Exhibit celebrates 50th anniversary of Cary Graphic Arts Collection at RIT

Public reception held Oct. 9 in Wallace Library

A. Sue Weisler

The Cary Graphic Arts Collection enhances the RIT education. Cary staff teach thousands of students each year, creatively matching the university’s expanding curriculum with examples from the collection.

Rochester Institute of Technology is celebrating the 50th year anniversary of its internationally renowned collection of books and artifacts dedicated to the history of the printed word.

The Cary Graphic Arts Collection is hosting a retrospective exhibition, “The Founding Collection and Beyond,” displaying pieces from the library that belonged to printer Melbert B. Cary Jr. and later acquisitions that have shaped the collection since its inception in 1969.

A public reception will be held at 4 p.m.
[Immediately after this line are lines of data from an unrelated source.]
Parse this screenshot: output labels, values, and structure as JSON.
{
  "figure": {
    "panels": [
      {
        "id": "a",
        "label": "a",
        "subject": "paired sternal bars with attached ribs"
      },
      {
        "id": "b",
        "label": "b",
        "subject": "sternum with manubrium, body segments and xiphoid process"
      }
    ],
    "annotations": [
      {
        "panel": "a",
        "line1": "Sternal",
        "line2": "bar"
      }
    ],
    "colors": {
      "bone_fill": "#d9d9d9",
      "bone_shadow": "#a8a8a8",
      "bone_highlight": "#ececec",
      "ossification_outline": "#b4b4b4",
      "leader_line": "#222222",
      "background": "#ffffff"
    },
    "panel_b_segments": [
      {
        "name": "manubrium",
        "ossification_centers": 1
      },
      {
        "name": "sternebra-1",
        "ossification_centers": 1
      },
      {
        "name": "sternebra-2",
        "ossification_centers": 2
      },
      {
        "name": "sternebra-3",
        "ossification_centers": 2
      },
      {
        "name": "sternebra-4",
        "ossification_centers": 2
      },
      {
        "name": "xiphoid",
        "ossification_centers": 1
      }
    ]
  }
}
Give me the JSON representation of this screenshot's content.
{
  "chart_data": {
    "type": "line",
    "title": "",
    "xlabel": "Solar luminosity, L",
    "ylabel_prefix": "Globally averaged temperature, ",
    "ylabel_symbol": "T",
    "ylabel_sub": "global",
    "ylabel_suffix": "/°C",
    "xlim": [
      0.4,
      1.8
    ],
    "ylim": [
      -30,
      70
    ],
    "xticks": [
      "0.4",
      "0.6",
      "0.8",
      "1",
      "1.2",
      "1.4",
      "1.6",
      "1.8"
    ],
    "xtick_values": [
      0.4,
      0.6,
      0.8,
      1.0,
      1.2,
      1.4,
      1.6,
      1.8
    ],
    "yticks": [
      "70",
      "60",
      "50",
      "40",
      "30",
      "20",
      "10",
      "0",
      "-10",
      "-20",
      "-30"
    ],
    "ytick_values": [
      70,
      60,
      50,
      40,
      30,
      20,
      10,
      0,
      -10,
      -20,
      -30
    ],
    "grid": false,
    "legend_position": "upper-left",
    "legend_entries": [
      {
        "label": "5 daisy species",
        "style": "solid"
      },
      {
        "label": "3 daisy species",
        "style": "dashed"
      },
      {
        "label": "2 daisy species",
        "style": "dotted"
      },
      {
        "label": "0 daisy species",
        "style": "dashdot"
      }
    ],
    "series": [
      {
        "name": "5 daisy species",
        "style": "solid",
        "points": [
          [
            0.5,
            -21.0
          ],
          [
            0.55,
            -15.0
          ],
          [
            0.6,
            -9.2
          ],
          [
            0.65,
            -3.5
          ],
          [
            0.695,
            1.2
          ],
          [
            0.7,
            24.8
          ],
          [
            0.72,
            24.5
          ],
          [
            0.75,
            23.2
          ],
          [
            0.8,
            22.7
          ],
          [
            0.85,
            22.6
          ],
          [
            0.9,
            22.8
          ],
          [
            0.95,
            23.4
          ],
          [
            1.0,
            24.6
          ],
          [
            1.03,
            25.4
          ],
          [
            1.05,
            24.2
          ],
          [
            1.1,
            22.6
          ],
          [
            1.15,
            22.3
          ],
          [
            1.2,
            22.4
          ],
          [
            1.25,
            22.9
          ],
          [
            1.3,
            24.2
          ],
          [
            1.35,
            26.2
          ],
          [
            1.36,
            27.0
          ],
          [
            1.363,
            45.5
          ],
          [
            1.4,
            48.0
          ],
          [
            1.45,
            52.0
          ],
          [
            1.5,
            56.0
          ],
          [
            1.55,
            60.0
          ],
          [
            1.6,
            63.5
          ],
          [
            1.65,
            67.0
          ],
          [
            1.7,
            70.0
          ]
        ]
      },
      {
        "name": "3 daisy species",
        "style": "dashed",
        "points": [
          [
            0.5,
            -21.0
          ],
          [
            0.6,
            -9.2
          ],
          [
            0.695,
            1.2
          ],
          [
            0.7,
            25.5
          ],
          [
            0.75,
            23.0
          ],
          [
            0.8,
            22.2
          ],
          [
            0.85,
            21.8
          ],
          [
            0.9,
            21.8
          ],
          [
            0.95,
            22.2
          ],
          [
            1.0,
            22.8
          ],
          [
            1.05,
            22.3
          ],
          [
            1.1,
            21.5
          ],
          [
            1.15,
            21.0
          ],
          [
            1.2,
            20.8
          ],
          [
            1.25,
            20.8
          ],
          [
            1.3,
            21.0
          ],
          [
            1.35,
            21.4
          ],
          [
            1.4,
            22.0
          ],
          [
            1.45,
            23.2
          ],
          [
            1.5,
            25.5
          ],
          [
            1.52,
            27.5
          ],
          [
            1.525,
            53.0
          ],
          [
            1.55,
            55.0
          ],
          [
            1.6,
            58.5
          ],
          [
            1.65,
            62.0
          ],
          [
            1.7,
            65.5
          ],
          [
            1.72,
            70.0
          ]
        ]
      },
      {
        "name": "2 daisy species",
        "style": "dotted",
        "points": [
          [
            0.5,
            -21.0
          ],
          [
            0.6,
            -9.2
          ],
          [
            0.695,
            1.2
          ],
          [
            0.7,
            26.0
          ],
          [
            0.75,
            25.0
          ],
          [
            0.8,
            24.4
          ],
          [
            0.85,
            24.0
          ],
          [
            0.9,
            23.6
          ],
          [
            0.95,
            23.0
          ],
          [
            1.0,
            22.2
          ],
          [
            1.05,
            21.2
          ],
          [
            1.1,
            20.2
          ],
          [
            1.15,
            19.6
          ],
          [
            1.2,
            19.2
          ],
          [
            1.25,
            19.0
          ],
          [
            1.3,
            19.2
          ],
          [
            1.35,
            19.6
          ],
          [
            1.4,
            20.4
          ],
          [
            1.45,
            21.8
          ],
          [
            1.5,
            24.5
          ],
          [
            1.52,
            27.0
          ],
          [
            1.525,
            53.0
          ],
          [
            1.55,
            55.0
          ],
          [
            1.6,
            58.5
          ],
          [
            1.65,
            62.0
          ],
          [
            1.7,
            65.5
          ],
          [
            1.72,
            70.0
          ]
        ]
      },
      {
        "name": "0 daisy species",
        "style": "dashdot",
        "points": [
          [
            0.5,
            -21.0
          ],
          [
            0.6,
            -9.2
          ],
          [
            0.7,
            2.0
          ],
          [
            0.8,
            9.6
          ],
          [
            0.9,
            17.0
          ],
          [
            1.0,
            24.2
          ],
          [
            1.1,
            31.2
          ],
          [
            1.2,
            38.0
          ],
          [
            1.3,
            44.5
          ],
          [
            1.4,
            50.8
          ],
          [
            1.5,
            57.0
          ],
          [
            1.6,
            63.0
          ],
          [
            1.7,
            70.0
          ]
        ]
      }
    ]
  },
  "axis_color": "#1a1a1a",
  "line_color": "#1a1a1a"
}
Oct. 9 in the Cary Collection on the second floor of Wallace Library on the RIT campus. As part of the celebration, guests will be invited to make a commemorative printing on the Kelmscott/Goudy Printing Press. (The press once belonged to Cary and has a historical lineage of owners that includes Cary’s contemporary and personal friend Frederick Goudy and 19th century British designer William Morris.)

The exhibit marks the evolution of the Cary Collection over five decades and features treasures from the founding collection and milestone acquisitions such as a display from The New York Times Museum of the Recorded Word documenting the Apollo 11 moon landing and a recently acquired libretto of the Noh play Utofu printed in Japan circa 1600. Among other items rarely displayed is the richly illuminated Hypnerotomachia Poliphi, (or The Strife of Love in a Dream, by Francesco Colonna), which Steven Galbraith, RIT Cary Curator, describes as “one of the most important books of the Renaissance.”

The Cary Graphic Arts Collection, donated by the Mary Flagler Cary Charitable Trust, was initially housed in RIT’s School of Printing and Management Sciences in James E. Booth Hall. The initial library consisted of 2,300 volumes dedicated to the history of printing.

Today, the Cary Collection has grown to 45,000 volumes, with content expanding into graphic design, calligraphy, the development of letter forms, the history of the book and materials related to book arts and fields including paper making, book design and bookbinding, said associate curator Amelia Hugill-Fontanel ’02 MS (printing technology).

For further details about “The Founding Collection and Beyond,” go to library.rit.edu/cary.